The Wandering Jew — Complete eBook

This eBook from the Gutenberg Project consists of approximately 1,953 pages of information about The Wandering Jew — Complete.

The Wandering Jew — Complete eBook

This eBook from the Gutenberg Project consists of approximately 1,953 pages of information about The Wandering Jew — Complete.

Half-way up a rugged promontory, which juts pretty far into the sea, rises Cardoville Castle; a ray of the sun glitters upon its windows; its brick walls and pointed roofs of slate are visible in the midst of this sky loaded with vapors.

A large, disabled ship, with mere shreds of sail still fluttering from the stumps of broken masts, drives dead upon the coast.  Now she rolls her monstrous hull upon the waves—­now plunges into their trough.  A flash is seen, followed by a dull sound, scarcely perceptible in the midst of the roar of the tempest.  That gun is the last signal of distress from this lost vessel, which is fast forging on the breakers.

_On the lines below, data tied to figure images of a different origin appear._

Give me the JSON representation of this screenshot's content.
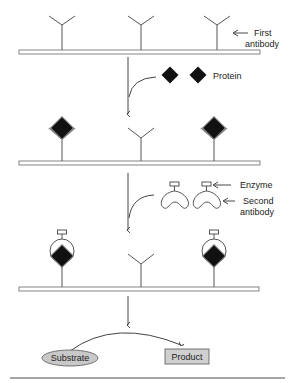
{
  "labels": {
    "first_antibody_line1": "First",
    "first_antibody_line2": "antibody",
    "protein": "Protein",
    "enzyme": "Enzyme",
    "second_antibody_line1": "Second",
    "second_antibody_line2": "antibody",
    "substrate": "Substrate",
    "product": "Product"
  },
  "colors": {
    "stroke": "#555555",
    "diamond": "#111111",
    "substrate_fill": "#c8c8c8",
    "product_fill": "#d0d0d0",
    "footer_line": "#888888"
  }
}
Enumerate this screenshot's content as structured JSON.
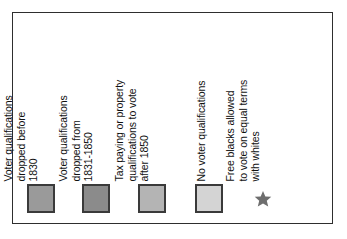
{
  "legend": {
    "title": "",
    "frame_color": "#2e2e2e",
    "background": "#ffffff",
    "entries": [
      {
        "symbol_type": "swatch",
        "symbol_name": "color-swatch-dark-gray",
        "color": "#9a9a9a",
        "border_color": "#3a3a3a",
        "label_lines": [
          "Voter qualifications",
          "dropped before",
          "1830"
        ],
        "label_full": "Voter qualifications dropped before 1830"
      },
      {
        "symbol_type": "swatch",
        "symbol_name": "color-swatch-darker-gray",
        "color": "#8b8b8b",
        "border_color": "#3a3a3a",
        "label_lines": [
          "Voter qualifications",
          "dropped from",
          "1831-1850"
        ],
        "label_full": "Voter qualifications dropped from 1831-1850"
      },
      {
        "symbol_type": "swatch",
        "symbol_name": "color-swatch-medium-gray",
        "color": "#b4b4b4",
        "border_color": "#3a3a3a",
        "label_lines": [
          "Tax paying or property",
          "qualifications to vote",
          "after 1850"
        ],
        "label_full": "Tax paying or property qualifications to vote after 1850"
      },
      {
        "symbol_type": "swatch",
        "symbol_name": "color-swatch-light-gray",
        "color": "#d4d4d4",
        "border_color": "#3a3a3a",
        "label_lines": [
          "No voter qualifications"
        ],
        "label_full": "No voter qualifications"
      },
      {
        "symbol_type": "star",
        "symbol_name": "star-icon",
        "color": "#6e6e6e",
        "border_color": "",
        "label_lines": [
          "Free blacks allowed",
          "to vote on equal terms",
          "with whites"
        ],
        "label_full": "Free blacks allowed to vote on equal terms with whites"
      }
    ]
  }
}
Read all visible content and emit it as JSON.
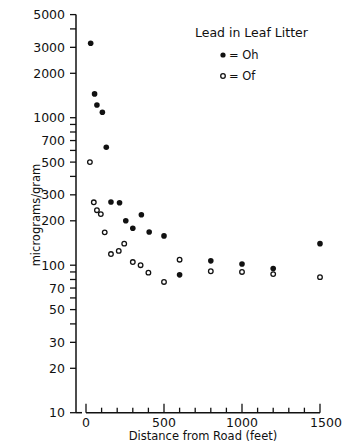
{
  "chart_data": {
    "type": "scatter",
    "title": "",
    "xlabel": "Distance from Road (feet)",
    "ylabel": "micrograms/gram",
    "xlim": [
      0,
      1500
    ],
    "ylim": [
      10,
      5000
    ],
    "yscale": "log",
    "grid": false,
    "legend_position": "upper right",
    "legend_title": "Lead in Leaf Litter",
    "x_ticks": [
      0,
      100,
      200,
      300,
      400,
      500,
      600,
      700,
      800,
      900,
      1000,
      1100,
      1200,
      1300,
      1400,
      1500
    ],
    "x_tick_labels": [
      {
        "value": 0,
        "label": "0"
      },
      {
        "value": 500,
        "label": "500"
      },
      {
        "value": 1000,
        "label": "1000"
      },
      {
        "value": 1500,
        "label": "1500"
      }
    ],
    "y_ticks": [
      10,
      20,
      30,
      40,
      50,
      60,
      70,
      80,
      90,
      100,
      200,
      300,
      400,
      500,
      600,
      700,
      800,
      900,
      1000,
      2000,
      3000,
      4000,
      5000
    ],
    "y_tick_labels": [
      "10",
      "20",
      "30",
      "50",
      "70",
      "100",
      "200",
      "300",
      "500",
      "700",
      "1000",
      "2000",
      "3000",
      "5000"
    ],
    "series": [
      {
        "name": "Oh",
        "legend_label": "= Oh",
        "marker": "filled-circle",
        "points": [
          {
            "x": 30,
            "y": 3200
          },
          {
            "x": 55,
            "y": 1450
          },
          {
            "x": 70,
            "y": 1220
          },
          {
            "x": 105,
            "y": 1090
          },
          {
            "x": 130,
            "y": 630
          },
          {
            "x": 160,
            "y": 268
          },
          {
            "x": 215,
            "y": 265
          },
          {
            "x": 255,
            "y": 200
          },
          {
            "x": 300,
            "y": 178
          },
          {
            "x": 355,
            "y": 220
          },
          {
            "x": 405,
            "y": 168
          },
          {
            "x": 500,
            "y": 158
          },
          {
            "x": 600,
            "y": 86
          },
          {
            "x": 800,
            "y": 107
          },
          {
            "x": 1000,
            "y": 102
          },
          {
            "x": 1200,
            "y": 95
          },
          {
            "x": 1500,
            "y": 140
          }
        ]
      },
      {
        "name": "Of",
        "legend_label": "= Of",
        "marker": "open-circle",
        "points": [
          {
            "x": 25,
            "y": 500
          },
          {
            "x": 50,
            "y": 267
          },
          {
            "x": 70,
            "y": 236
          },
          {
            "x": 95,
            "y": 222
          },
          {
            "x": 120,
            "y": 167
          },
          {
            "x": 160,
            "y": 119
          },
          {
            "x": 210,
            "y": 125
          },
          {
            "x": 245,
            "y": 140
          },
          {
            "x": 300,
            "y": 105
          },
          {
            "x": 350,
            "y": 100
          },
          {
            "x": 400,
            "y": 89
          },
          {
            "x": 500,
            "y": 77
          },
          {
            "x": 600,
            "y": 109
          },
          {
            "x": 800,
            "y": 91
          },
          {
            "x": 1000,
            "y": 90
          },
          {
            "x": 1200,
            "y": 87
          },
          {
            "x": 1500,
            "y": 83
          }
        ]
      }
    ]
  },
  "legend": {
    "title": "Lead in Leaf Litter",
    "items": [
      {
        "label": "= Oh",
        "marker": "filled-circle"
      },
      {
        "label": "= Of",
        "marker": "open-circle"
      }
    ]
  },
  "axes": {
    "x_title": "Distance from Road (feet)",
    "y_title": "micrograms/gram"
  },
  "colors": {
    "ink": "#111111",
    "background": "#ffffff"
  }
}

At the same moment, a steamer, with its long plume of black smoke, is working her way from east to west, making every effort to keep at a distance from the shore, leaving the breakers on her left.  The dismasted ship, drifting towards the rocks, at the mercy of the wind and tide, must some time pass right ahead of the steamer.

Suddenly, the rush of a heavy sea laid the steamer upon her side; the enormous wave broke furiously on her deck; in a second the chimney was carried away, the paddle box stove in, one of the wheels rendered useless.  A second white-cap, following the first, again struck the vessel amidships, and so increased the damage that, no longer answering to the helm, she also drifted towards the shore, in the same direction as the ship.  But the latter, though further from the breakers, presented a greater surface to the wind and sea, and so gained upon the steamer in swiftness that a collision between the two vessels became imminent—­a new clanger added to all the horrors of the now certain wreck.

The ship was an English vessel, the “Black Eagle,” homeward bound from Alexandria, with passengers, who arriving from India and Java, via the Red Sea, had disembarked at the Isthmus of Suez, from on board the steamship “Ruyter.”  The “Black Eagle,” quitting the Straits of Gibraltar, had gone to touch at the Azores.  She headed thence for Portsmouth, when she was overtaken in the Channel by the northwester.  The steamer was the “William Tell,” coming from Germany, by way of the Elbe, and bound, in the last place, for Hamburg to Havre.

These two vessels, the sport of enormous rollers, driven along by tide and tempest, were now rushing upon the breakers with frightful speed.  The deck of each offered a terrible spectacle; the loss of crew and passengers appeared almost certain, for before them a tremendous sea broke on jagged rocks, at the foot of a perpendicular cliff.

The captain of the “Black Eagle,” standing on the poop, holding by the remnant of a spar, issued his last orders in this fearful extremity with courageous coolness.  The smaller boats had been carried away by the waves; it was in vain to think of launching the long-boat; the only chance of escape in case the ship should not be immediately dashed to pieces on touching the rocks, was to establish a communication with the land by means of a life-line—­almost the last resort for passing between the shore and a stranded vessel.

Copyrights
Project Gutenberg
The Wandering Jew — Complete from Project Gutenberg. Public domain.